5. After the walkout was over last Tuesday and I’d gone home from Capitol Hill I found out that one of my favorite poets and essayists, Hanif Abdurraqib, was reading in a few hours at Elliott Bay Books, just across the street from my school. I zoomed back down there to a packed basement reading room and for 90 minutes got to listen to him speak in between readings of his selected poems and essays.
It’s one thing to read Hanif’s work, but I was totally unprepared to hear it read aloud. He has a way of lulling you into soft laughter and a sense of security before punching you in the mouth with a line that tells you you knew what this poem was really about the whole time and just tricked yourself into pretending you didn’t. I can’t do justice to how it felt being in that room hearing him read--breathtaking, I guess. I’ll leave you with two of my favorite poems of his: “When We Were 13, Jeff’s Father Left The Needle Down On A Journey Record Before Leaving The House One Morning And Never Coming Back” and “And What Good Will Your Vanity Be When The Rapture Comes.”
6. This newsletter is and will remain staunchly pro-bat flip and pro-shit talk in professional sports generally. (What was it the Miami Hurricanes said? “If you don’t like us dancing, keep us out of the end zone”?) Needless to say I went bananas the other day when Chicago White Sox shortstop Tim Anderson flipped his bat into the stratosphere after launching a pitch into the nosebleeds--baseball is supposed to be fun, after all. But Royals pitcher Brad Keller retaliated by throwing a pitch at Anderson during his next at-bat, hitting him and causing a benches-clearing brawl.

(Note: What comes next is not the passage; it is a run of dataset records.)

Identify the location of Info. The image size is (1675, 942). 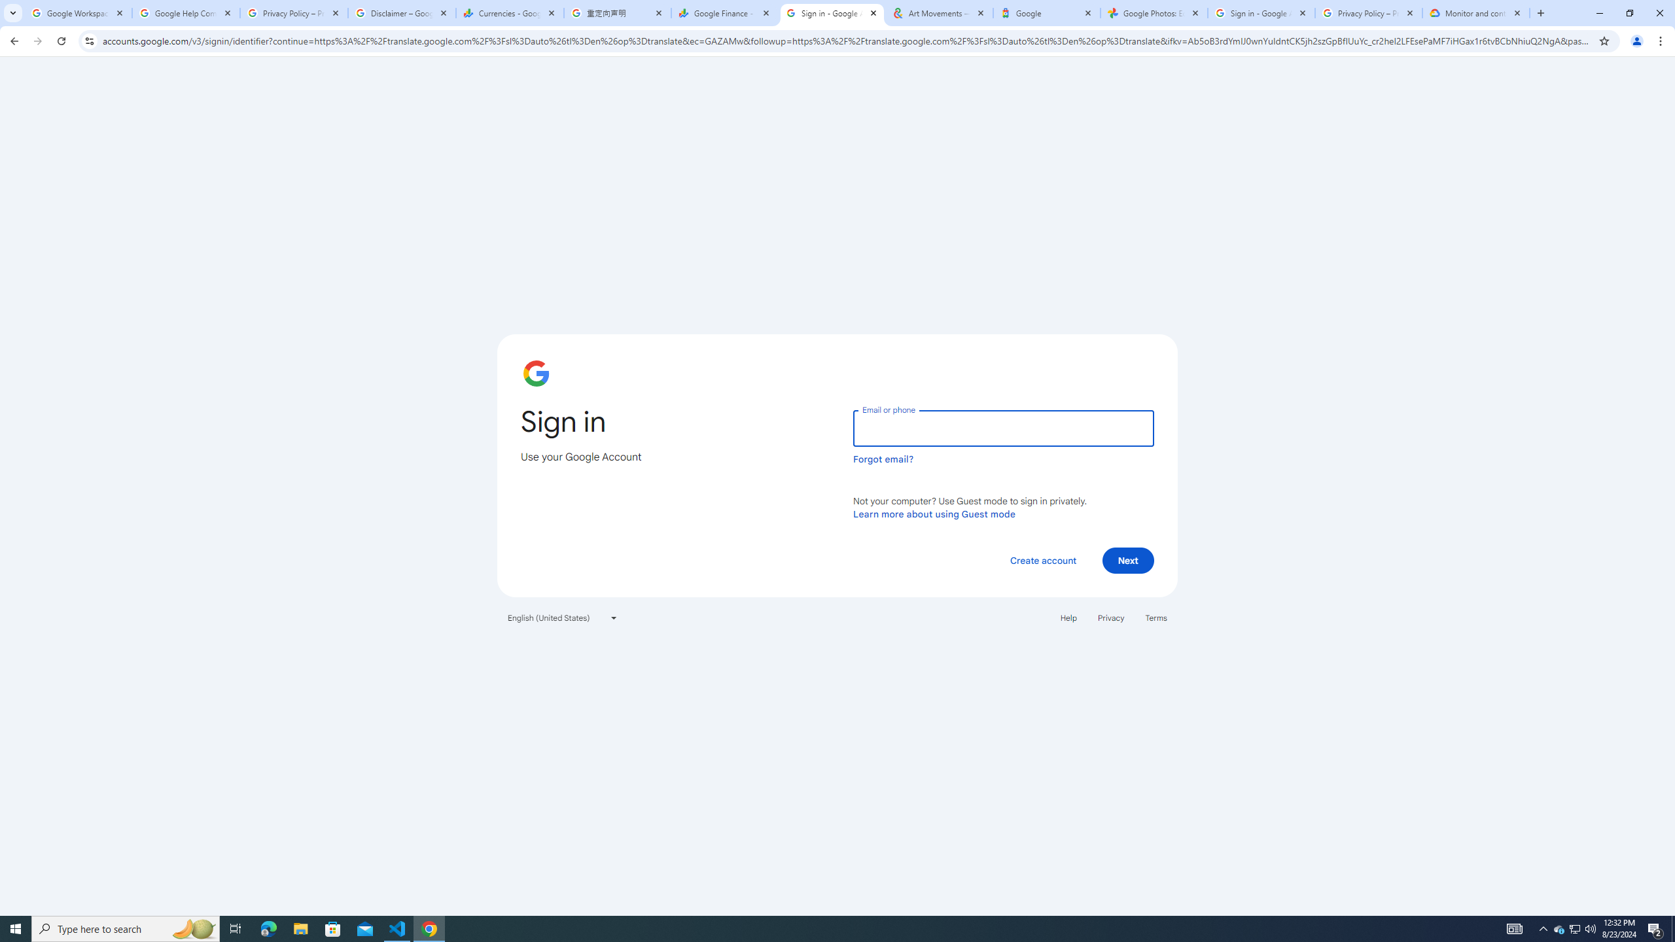
(68, 366). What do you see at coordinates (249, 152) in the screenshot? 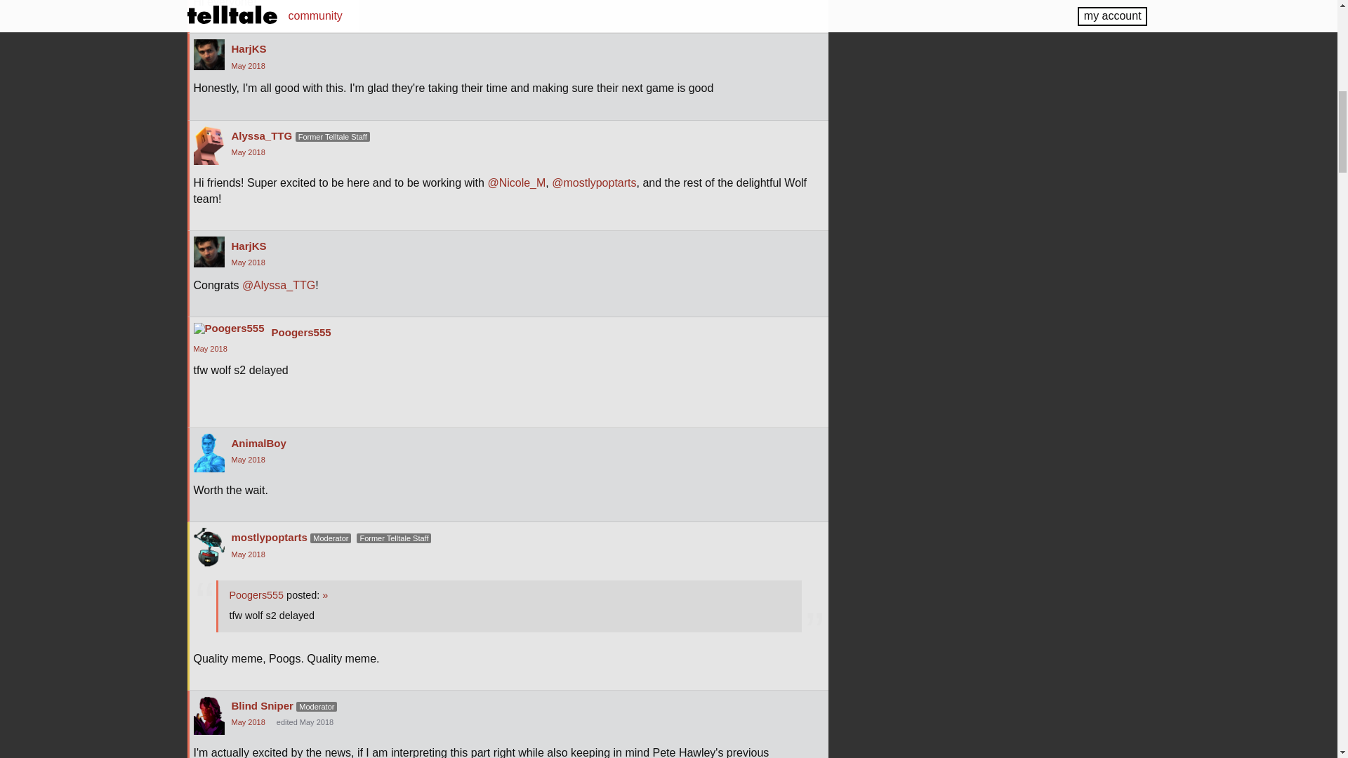
I see `May 25, 2018 10:12AM` at bounding box center [249, 152].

A word that Anderson--the victim here--used in the ensuing fracas resulted in him getting suspended by Major League Baseball. My friend and former Land-Grant Holy Land colleague Harry Lyles, Jr. dove into what’s so frustrating and myopic about that decision for SB Nation. Like everything Harry writes, it’s appointment reading.
7. On Monday my sister-in-law gave birth to her first child. I know she and my brother will be outstanding parents and my whole family is over the moon about little Hazel coming into the world. In that spirit, I wanted to close with my favorite song about becoming a new parent, Sturgill Simpson’s “Welcome to Earth (Pollywog).” There’s that joy I was musing about last week.